The following is the tragic history of how Israel has released terrorist murderer Aladdin Al-Bazian in three different hostage exchange deals:
1. 1981 – Arrested
Aladdin Al-Bazian “was imprisoned for terrorist acts.” [Ma’ariv, May 6, 1986]
2. 1985 – Released
Al-Bazian was “released in the prisoner exchange deal with Ahmed Jibril’s organization.” [Ma’ariv, May 6, 1986]
3. 1986 – Arrested
Al-Bazian was apprehended “for the murder of Zehava Ben-Ovadia as well as for sniper attacks” [Ma’ariv May 6, 1986] and “sentenced to life in prison.” [Ma’ariv, November 5, 1986]
4. 2011 – Released
Al-Bazian was released as part of the Gilad Shalit exchange deal. [Jerusalem Post, October 19, 2011]
5. 2014 – Arrested
Al-Bazian was arrested and re-sentenced to life in prison. [Ynet, July 16, 2014]
6. 2025 – Released
Al-Bazian was released a third time in the latest hostage extortion deal. To prevent him from returning to terrorism this time, Israel expelled him to Egypt.

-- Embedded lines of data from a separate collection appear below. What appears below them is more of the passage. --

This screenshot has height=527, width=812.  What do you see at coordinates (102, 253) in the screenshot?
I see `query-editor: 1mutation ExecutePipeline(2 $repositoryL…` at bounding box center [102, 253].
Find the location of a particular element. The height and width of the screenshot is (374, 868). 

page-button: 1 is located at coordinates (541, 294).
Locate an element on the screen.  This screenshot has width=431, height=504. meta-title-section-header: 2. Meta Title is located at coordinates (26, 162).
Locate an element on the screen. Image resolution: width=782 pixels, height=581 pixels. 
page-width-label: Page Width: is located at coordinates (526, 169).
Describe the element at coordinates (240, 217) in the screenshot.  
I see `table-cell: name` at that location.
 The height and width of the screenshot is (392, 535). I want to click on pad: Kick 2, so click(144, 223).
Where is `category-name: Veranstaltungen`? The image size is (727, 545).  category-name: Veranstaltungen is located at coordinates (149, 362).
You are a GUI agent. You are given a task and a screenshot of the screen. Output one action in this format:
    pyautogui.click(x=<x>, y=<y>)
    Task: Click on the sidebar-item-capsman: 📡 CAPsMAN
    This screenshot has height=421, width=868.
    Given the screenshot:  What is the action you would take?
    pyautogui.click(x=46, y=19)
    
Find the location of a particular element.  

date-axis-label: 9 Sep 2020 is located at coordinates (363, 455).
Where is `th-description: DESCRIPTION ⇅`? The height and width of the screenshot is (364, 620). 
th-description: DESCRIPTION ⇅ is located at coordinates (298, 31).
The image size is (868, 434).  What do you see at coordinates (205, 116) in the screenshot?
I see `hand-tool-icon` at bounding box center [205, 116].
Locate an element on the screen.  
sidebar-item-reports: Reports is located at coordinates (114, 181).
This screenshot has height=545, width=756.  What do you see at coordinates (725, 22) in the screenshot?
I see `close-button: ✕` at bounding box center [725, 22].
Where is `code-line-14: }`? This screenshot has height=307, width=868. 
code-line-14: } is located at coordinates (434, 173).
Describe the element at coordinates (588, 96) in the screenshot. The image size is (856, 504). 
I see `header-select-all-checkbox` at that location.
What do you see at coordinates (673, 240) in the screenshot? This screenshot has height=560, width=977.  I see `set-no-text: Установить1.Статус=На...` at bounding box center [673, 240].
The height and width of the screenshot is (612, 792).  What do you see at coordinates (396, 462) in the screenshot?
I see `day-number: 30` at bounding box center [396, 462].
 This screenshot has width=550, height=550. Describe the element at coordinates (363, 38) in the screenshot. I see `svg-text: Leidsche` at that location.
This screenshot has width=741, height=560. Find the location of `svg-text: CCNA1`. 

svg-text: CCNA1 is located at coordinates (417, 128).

Note also that Israel has released many other murderers in the recent Hamas extortion deal. Most of them returned to their homes in Judea and Samaria or Gaza.
Israeli security has reported that 82% of terrorists released in the past have returned to terrorism. Israel plans to enforce tighter security measures to prevent further tragedies — but it remains to be seen how effective that will or can be.